Research Article
A Gait Rehabilitation pilot study using tactile cueing following Hemiparetic Stroke
@INPROCEEDINGS{10.4108/icst.pervasivehealth.2014.255357, author={Simon Holland and Rachel Wright and Alan Wing and Thomas Crevoisier and Oliver Hodl and Maxime Canelli}, title={A Gait Rehabilitation pilot study using tactile cueing following Hemiparetic Stroke}, proceedings={REHAB 2014}, publisher={ICST}, proceedings_a={REHAB}, year={2014}, month={7}, keywords={haptic bracelets stroke gait rehabilitation tactile metronome haptic metronome parkinson’s fall prevention walking hemiparetic}, doi={10.4108/icst.pervasivehealth.2014.255357} }
- Simon Holland
Rachel Wright
Alan Wing
Thomas Crevoisier
Oliver Hodl
Maxime Canelli
Year: 2014
A Gait Rehabilitation pilot study using tactile cueing following Hemiparetic Stroke
REHAB
ICST
DOI: 10.4108/icst.pervasivehealth.2014.255357
Abstract
Recovery of walking function is a major goal of post-stroke rehabilitation. Audio metronomic cueing has been shown to improve gait, but can be impractical and inconvenient to use in a community setting, for example outdoors where awareness of traffic is needed, as well as being unsuitable in environments with high background noise, or for those with a hearing impairment. Silent lightweight portable tactile cueing, if similarly successful, has the potential to take the benefits out of the lab and into everyday life. The Haptic Bracelets, designed and built at the Open University originally for musical purposes, are self-contained lightweight wireless devices containing a computer, Wi-Fi chip, accelerometers and low-latency vibrotactiles with a wide dynamic range. In this paper we outline gait rehabilitation problems and existing solutions, and present an early pilot in which the Haptic Bracelets were applied to post-stroke gait rehabilitation.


- [Activity]: Read the lines below. Copy out any that hold the string "elements".

(Saved entries)

------------------------------------

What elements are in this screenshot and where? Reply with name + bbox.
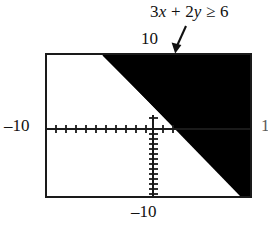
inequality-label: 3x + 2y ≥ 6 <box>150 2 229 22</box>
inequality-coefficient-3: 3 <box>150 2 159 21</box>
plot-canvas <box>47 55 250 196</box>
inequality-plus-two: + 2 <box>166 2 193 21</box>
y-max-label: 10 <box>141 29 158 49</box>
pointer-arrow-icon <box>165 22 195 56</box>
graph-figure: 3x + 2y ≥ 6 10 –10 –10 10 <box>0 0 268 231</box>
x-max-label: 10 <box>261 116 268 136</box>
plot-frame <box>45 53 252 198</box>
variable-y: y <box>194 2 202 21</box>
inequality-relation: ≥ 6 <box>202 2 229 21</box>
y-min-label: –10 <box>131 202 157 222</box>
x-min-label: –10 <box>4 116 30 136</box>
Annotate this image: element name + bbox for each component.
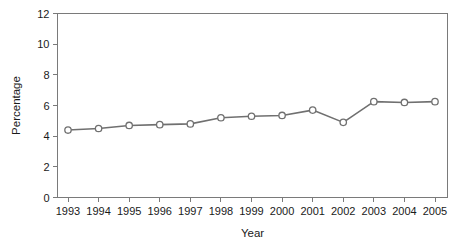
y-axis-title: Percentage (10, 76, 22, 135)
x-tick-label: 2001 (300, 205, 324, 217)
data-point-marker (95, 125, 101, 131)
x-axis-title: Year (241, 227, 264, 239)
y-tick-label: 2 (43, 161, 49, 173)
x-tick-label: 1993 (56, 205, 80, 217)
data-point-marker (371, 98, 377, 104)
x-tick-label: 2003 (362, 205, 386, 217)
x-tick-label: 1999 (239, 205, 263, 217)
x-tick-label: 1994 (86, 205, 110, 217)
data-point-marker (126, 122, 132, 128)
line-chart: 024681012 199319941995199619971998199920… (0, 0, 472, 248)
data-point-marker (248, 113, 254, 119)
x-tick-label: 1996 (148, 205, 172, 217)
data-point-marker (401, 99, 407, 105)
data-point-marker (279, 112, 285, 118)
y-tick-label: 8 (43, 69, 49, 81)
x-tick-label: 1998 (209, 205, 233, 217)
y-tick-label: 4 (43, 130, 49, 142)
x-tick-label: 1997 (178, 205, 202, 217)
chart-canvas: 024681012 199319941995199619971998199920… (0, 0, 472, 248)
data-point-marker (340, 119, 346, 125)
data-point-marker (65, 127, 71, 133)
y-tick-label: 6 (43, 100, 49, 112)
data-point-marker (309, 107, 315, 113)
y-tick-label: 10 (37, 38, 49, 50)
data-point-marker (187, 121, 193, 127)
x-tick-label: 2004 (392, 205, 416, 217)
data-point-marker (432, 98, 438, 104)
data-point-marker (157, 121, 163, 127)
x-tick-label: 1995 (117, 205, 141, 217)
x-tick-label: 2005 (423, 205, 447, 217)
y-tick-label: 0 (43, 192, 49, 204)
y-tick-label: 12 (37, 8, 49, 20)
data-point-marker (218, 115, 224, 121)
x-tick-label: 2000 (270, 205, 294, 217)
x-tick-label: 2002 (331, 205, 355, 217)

------------------------------------

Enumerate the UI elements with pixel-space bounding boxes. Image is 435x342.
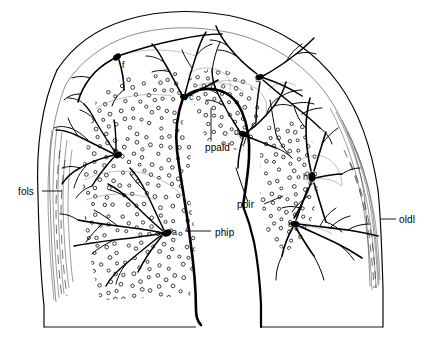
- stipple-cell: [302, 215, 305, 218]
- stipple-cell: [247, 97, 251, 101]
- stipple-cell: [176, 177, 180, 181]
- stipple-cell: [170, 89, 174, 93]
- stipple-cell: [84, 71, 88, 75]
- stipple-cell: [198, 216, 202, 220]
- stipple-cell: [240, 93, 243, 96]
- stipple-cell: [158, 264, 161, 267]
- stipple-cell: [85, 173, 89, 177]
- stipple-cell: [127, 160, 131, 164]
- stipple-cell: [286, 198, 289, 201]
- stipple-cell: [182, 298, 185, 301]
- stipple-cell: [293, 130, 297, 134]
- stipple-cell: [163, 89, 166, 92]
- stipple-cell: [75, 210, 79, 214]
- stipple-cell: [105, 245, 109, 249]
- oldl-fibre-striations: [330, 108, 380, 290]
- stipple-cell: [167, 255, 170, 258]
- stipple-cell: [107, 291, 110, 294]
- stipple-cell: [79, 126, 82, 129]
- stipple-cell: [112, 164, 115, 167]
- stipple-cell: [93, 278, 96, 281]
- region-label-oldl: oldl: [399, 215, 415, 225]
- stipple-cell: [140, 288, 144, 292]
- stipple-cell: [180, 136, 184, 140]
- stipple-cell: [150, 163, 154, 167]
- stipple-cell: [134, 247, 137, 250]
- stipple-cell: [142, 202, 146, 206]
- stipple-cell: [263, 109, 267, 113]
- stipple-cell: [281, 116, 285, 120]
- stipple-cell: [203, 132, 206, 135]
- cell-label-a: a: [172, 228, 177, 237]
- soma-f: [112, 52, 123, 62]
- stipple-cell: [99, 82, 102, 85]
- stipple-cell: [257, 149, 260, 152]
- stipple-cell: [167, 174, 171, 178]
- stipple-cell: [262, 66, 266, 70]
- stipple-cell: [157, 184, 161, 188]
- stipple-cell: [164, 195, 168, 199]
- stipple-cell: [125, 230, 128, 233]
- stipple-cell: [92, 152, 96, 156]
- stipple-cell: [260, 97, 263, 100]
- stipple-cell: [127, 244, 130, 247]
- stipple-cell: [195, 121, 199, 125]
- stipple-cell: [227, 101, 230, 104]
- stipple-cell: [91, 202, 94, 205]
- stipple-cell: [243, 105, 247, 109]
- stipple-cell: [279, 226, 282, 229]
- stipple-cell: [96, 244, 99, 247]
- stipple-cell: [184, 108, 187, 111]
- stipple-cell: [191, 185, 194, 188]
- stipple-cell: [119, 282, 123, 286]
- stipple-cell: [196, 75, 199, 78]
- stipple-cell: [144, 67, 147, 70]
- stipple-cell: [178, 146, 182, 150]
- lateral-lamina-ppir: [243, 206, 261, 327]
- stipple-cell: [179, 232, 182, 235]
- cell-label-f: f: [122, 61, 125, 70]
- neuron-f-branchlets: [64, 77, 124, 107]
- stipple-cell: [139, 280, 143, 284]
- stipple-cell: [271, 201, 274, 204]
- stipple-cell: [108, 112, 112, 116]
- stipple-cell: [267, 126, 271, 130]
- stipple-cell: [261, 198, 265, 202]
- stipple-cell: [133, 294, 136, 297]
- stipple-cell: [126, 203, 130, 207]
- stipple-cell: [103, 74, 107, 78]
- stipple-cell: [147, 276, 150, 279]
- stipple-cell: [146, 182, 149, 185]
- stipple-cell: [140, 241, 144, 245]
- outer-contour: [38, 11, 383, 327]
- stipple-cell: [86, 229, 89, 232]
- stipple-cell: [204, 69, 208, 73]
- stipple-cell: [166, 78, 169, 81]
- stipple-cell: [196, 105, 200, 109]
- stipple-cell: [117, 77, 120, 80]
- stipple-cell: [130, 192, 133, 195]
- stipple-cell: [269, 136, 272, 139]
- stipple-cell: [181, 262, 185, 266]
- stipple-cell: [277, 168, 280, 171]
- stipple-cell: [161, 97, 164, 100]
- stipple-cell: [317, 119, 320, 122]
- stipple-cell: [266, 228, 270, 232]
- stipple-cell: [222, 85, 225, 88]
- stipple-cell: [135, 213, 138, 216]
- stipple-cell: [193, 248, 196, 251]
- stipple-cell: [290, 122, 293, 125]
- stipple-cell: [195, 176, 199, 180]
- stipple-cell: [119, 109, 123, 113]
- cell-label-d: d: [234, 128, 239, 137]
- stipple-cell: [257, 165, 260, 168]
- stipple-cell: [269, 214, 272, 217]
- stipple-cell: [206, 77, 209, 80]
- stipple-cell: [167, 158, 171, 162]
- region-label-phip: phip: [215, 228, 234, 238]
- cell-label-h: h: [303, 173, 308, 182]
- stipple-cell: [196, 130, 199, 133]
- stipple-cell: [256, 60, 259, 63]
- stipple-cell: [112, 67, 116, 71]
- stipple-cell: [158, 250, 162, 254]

------------------------------------

- [Task answer]:
What elements are in this screenshot and where? Reply with name + bbox.
Enumerate the UI elements with pixel-space bounding boxes. Image is 435x342.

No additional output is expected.